Nonfiction / Literary Criticism

   •The Spanish American Roots of William Carlos Williams - University of Texas Press (1994) Seminal study that reshaped Williams scholarship.

   • By Word of Mouth: Poetry by William Carlos Williams (Jonathon Cohen, editor)- Marzán contributed the Foreword to this bilingual edition of Williams’ translations.
   • The Labyrinth of Multitude and Other Reality Checks on Being Latino/x – Vernon Press, October 2023. Julio Marzán suspends solidarity to articulate the intellectual challenges of a “Latino” American identity.
   • The Numinous Site: The Poetry of Luis Palés Matos – Associated University Presses, 1995  The only book-length critical study of the great Puerto Rican poet.

AWARDS

Resident, MacDowell Colony, New Hampshire, May, 1990.`

Resident, Edna St. Vincent Millay Colony for the Arts, July 2-30, 1987.

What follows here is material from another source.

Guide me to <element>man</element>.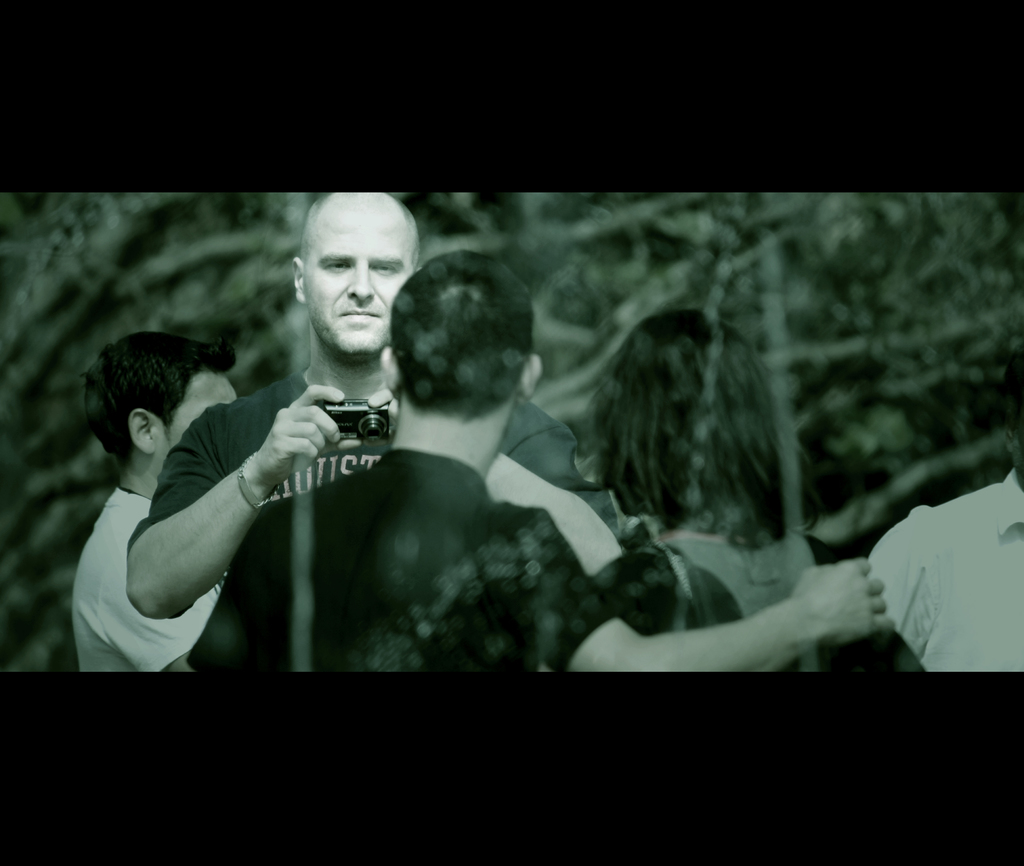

New York Foundation for the Arts, 1986-87, Poetry Fellowship`

N.Y. State Writer-in-Residence, at Rockville Center for the Arts, 1986.

Creative Artists in Public Service Fellowship (CAPS), N.Y., 1975-76, Poetry.

Ford Foundation Fellowship for Graduate Study, 1972.

Discovery '71, The Poetry Center, YM-YWHA, N.Y., 1971.

Columbia University Urban Center Grant (full scholarship to Graduate Creative Writing), 1969.

The Dylan Thomas Memorial Award for Poetry, The New School, N.Y., 1969.